Zebra, $5.99, ISBN 0-8217-7461-1
Historical Romance, 2003
Notorious is an apt description for the level of stupidity displayed by the characters. It can also describe the size of the holes in characterization and plot. The plot requires some stretching of credulity, but as the story progresses, I have to keep stretching my disbelief until it extends to form a noose to asphyxiate myself. None of the characters are remotely likable because they are all stupid and mean.
Countrified bluestocking Jemima MacKinnon fancies herself a ringleader for the Ladies against Deceivers Infesting Elegant Society (LADIES) Club. By this, she basically fights against slanders on poor women abandoned by their unfaithful lovers or boyfriends by publishing cartoony satires in the London papers. Her pseudonym is Jonathan Foolscap. These cartoons will uphold the truth and squander rumors of injustice. How does she fight gossips? By gathering hearsay that favors the guilty and making lampoons out of what she hears. The perverse scenario of using gossip to fight gossip makes me raise an eyebrow in surprise but that’s just the start of the problems that are to come.
She is doing this because she herself has been wronged by a man in her life. How she is wronged by her man is so over-the-top lurid yet presented in a so serious light that I don’t know what to say. Anyway, one day she comes upon a pregnant woman who spins her an amazing story of being raped by the brother of the man she loves. This rapist is alleged to be Beauregard Bellaire, the only man Jemima holds in high esteem because of his marriage of an Incomparable and his supposed paragon nature. Outraged, she decides to head down to London to settle the matter. She does this by asking the debauched cousin of hers, Julien, to sponsor her.
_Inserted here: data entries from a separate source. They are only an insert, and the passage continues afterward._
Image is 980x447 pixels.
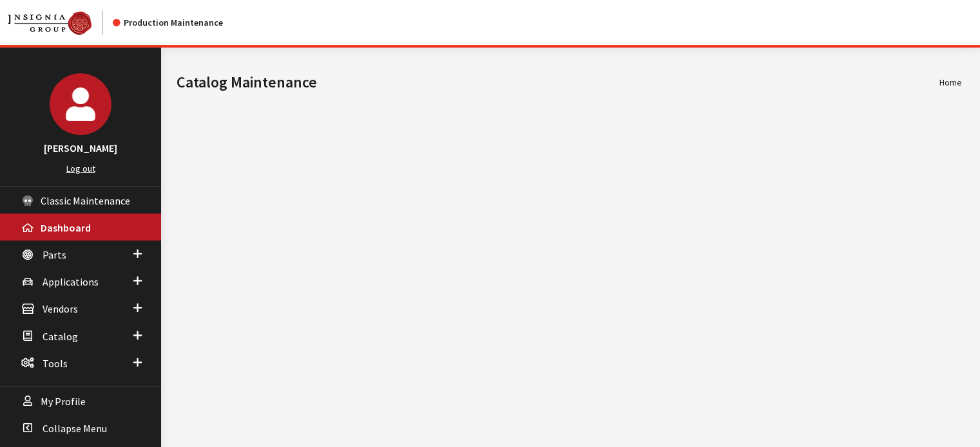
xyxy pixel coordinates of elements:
[42,330,78,343] span: Catalog
[42,248,67,261] span: Parts
[50,73,111,135] img: Kelsey Collins
[67,163,95,174] a: Log out
[41,395,86,408] span: My Profile
[41,221,91,234] span: Dashboard
[42,303,78,316] span: Vendors
[42,357,67,370] span: Tools
[8,11,113,35] a: Insignia Group logo
[939,76,962,89] li: Home
[13,140,148,156] h3: [PERSON_NAME]
[42,276,98,288] span: Applications
[41,195,130,207] span: Classic Maintenance
[42,422,107,435] span: Collapse Menu
[113,16,223,29] div: Production Maintenance
[176,71,939,94] h1: Catalog Maintenance
[8,11,92,35] img: Catalog Maintenance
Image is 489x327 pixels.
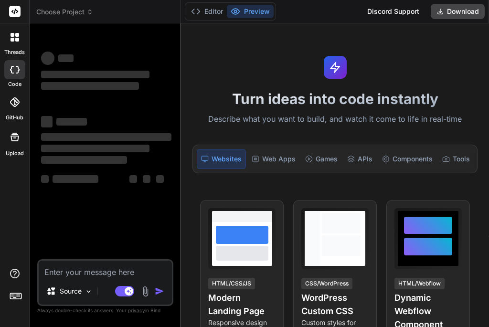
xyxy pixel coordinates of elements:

The bizarre contradiction of a woman who dislikes debauched rakes asking for a favor from her debauched cousin, whom she claims to be the family member she loves the most despite her knowing his debauched ways, seems to be lost on the author. I don’t know what to say. But that’s just another of the problems in this book. Jemima will go on and on and on about Evil Men and their Evil Ways but she seems unaware that the man she defends as the nicest guy ever is the greatest manslut in London. This prevalent duality in her flexible philosophy will seriously undermine her position throughout the entire story.
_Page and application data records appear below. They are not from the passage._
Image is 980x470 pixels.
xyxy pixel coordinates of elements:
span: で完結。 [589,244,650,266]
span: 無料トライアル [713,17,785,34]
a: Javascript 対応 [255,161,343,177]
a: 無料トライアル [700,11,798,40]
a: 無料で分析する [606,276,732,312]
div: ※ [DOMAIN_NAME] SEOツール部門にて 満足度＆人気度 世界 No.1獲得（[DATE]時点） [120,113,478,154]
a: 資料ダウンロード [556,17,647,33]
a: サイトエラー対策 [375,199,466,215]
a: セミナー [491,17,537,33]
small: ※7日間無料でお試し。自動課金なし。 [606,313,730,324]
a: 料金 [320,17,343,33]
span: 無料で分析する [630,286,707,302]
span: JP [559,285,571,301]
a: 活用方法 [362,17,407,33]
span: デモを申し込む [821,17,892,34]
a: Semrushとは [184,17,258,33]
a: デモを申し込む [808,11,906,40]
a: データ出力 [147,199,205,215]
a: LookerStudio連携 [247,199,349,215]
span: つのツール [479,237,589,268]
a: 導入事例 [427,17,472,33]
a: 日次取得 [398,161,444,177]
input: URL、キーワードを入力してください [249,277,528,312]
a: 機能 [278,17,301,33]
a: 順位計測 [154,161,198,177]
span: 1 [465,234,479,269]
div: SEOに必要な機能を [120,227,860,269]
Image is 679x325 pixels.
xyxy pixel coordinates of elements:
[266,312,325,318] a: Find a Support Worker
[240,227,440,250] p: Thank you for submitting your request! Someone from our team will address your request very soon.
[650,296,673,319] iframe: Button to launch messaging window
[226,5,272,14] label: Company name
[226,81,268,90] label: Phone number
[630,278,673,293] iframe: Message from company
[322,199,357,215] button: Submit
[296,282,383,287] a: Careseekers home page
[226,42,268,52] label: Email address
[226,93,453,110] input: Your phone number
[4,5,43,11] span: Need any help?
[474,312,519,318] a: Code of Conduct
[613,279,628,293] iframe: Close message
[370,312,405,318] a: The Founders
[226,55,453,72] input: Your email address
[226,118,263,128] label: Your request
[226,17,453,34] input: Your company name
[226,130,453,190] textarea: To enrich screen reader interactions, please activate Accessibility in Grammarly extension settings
Beau falls in love with her. How do I know? He comes off so obnoxious when he first meets her, it must be love, surely. He may not have raped the woman in question, but he is no better as the man who encourages his brother – no, forces his brother – to discard his woman. Who did the impregnating – Beau or the brother Guy? I’ll leave it to you to find out yourself if you really must know. He also dumps his daughter in the countryside, doesn’t even have the decency to mourn the dead wife who didn’t satisfy him sexually, behaves like a high-handed insufferable ass where his brother is concerned, and is a hypocrite through and through where Jemima is concerned. Then again, Jemima is just as hypocritical – see her double standards regarding Julien.
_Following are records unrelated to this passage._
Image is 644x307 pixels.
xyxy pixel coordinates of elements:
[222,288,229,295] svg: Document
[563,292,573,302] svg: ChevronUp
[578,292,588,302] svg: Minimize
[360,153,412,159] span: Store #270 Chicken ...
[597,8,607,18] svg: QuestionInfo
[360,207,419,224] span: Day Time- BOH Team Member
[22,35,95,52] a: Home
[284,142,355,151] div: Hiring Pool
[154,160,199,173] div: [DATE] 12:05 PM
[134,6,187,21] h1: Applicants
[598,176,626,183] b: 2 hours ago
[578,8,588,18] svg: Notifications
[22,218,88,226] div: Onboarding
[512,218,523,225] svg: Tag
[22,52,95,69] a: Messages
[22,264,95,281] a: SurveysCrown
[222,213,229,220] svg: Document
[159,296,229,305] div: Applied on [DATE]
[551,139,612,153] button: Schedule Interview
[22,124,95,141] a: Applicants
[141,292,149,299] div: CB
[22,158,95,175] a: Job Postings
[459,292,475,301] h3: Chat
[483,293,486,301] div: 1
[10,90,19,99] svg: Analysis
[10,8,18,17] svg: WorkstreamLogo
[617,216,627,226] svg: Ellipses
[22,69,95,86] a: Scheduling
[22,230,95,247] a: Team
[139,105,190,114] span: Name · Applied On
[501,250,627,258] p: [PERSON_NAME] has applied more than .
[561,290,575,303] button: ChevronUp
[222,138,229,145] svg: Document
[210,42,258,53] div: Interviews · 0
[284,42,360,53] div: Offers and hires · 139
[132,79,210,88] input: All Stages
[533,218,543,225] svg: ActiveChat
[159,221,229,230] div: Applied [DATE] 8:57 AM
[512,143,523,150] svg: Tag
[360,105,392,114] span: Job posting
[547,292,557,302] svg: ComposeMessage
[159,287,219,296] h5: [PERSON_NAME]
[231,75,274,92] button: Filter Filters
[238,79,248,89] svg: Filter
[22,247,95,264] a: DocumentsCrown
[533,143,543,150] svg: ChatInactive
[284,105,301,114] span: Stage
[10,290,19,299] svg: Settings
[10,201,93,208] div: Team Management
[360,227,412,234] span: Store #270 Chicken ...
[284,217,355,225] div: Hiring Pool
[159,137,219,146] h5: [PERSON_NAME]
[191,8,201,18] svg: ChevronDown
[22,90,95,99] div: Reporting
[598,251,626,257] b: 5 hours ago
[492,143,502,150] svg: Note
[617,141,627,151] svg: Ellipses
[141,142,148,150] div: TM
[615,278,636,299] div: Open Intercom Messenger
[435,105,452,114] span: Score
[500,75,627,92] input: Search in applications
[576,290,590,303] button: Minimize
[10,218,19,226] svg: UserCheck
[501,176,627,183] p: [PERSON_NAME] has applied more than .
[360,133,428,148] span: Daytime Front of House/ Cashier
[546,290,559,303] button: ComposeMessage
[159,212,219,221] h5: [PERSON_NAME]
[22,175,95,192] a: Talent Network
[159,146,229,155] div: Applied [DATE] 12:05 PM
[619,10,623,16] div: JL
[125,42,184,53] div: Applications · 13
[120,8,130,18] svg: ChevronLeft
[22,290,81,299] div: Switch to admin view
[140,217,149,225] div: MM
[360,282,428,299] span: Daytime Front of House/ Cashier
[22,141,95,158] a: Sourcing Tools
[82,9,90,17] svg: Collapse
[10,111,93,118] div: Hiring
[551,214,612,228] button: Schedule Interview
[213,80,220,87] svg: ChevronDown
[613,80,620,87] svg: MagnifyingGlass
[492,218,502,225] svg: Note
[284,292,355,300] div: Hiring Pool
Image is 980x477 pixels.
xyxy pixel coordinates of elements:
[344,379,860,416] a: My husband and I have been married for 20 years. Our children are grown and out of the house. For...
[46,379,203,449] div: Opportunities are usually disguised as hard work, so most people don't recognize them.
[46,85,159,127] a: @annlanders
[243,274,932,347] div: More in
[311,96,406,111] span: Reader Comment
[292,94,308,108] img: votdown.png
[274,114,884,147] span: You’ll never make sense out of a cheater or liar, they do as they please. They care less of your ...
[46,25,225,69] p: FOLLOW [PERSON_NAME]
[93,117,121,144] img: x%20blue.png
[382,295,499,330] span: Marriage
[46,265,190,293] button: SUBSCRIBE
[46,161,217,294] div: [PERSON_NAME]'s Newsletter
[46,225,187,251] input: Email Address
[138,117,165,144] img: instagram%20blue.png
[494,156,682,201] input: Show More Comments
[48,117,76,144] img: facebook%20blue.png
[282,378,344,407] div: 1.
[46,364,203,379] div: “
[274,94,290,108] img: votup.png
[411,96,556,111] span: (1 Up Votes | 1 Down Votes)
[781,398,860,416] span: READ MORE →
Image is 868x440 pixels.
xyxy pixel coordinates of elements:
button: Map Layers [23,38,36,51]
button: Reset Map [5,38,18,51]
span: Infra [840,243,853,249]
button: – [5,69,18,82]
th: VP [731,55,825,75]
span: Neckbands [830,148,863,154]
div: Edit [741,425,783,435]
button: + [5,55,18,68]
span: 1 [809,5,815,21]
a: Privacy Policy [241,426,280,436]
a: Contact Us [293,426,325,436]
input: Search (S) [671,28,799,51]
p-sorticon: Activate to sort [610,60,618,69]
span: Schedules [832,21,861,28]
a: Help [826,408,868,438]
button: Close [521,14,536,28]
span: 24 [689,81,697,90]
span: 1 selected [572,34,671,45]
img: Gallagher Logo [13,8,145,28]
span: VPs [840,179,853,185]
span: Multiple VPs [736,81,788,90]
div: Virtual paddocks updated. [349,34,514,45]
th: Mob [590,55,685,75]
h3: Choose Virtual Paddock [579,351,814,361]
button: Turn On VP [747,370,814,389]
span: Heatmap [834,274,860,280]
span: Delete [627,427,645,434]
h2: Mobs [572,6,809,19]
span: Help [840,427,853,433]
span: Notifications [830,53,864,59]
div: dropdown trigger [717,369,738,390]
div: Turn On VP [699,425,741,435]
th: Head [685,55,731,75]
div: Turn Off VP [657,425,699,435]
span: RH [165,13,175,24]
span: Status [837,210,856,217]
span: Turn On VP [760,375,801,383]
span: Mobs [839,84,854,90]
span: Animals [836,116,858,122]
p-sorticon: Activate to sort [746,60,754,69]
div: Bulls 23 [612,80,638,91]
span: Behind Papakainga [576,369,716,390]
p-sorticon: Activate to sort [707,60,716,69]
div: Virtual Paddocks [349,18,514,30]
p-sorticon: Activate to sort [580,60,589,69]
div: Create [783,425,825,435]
These two labor under negative misunderstanding of each other, so it is equally exasperating to read how these two aren’t just hypocritical creatures, they are also stupid as stupid comes. A simple conversation would have cleared matters, but these two just run circles around each other, dropping vague hints around, and then act offended when the other person can’t read the idiot’s mind. The hero’s brother is a very idiotic and mulish creature, and the so-called friend of Beau who is supposed to look after the brother stupidly wedges the final nail that ruins the brother completely. With friends like this, who needs enemies? Julien has less than innocent intentions in mind towards the blissfully unaware Jemima, but since he’s the only guy here smart enough to be having his fun and enjoying himself to the hilt, more power to he, I say. I am hard pressed to even name one character I find remotely likable in this book. If they’re not stupid, they’re being disgustingly sleazy and debauched.
If the relentless miscommunication between the two main characters isn’t bad enough, the author decides to punish Jemima. Actually, Jemima’s Foolscap career is operating on borrowed time and it’s just a matter of time before her flimsy modus operandi inadvertently destroys an innocent person’s life, but when this happens, it just gives Jemima another opportunity to indulge in another tedious “Me! Guilty! Me! Guilty!” moanfest.
My attitude towards Jemima and this book soften tremendously however when the woman at least displays some consistency in her principles regarding the pregnant woman Pru and the man who impregnated her. Pru isn’t demonized and the man isn’t let off the hook easy. However inconsistent Jemima may be, she is constant when it comes to matters that don’t revolve around her.
Notorious has too many problems in its plotting and characters to work and the characters’ inability to talk can raise my blood pressure to dangerous levels. However, there are some degrees of possibilities shown in this book that Laura Parker is an author who isn’t afraid to go some extra mile in her writing. After all, she makes both the man and woman accountable in a matter of casual sex gone awry – a rare occurrence in the genre where the author and the reader tend to be the hardest and most judgmental on female characters. If she can quit trying so hard to make her main characters to act stupid and contradictory and wallowing in misery, she may come out with a winner of a book one day. But that day is not today.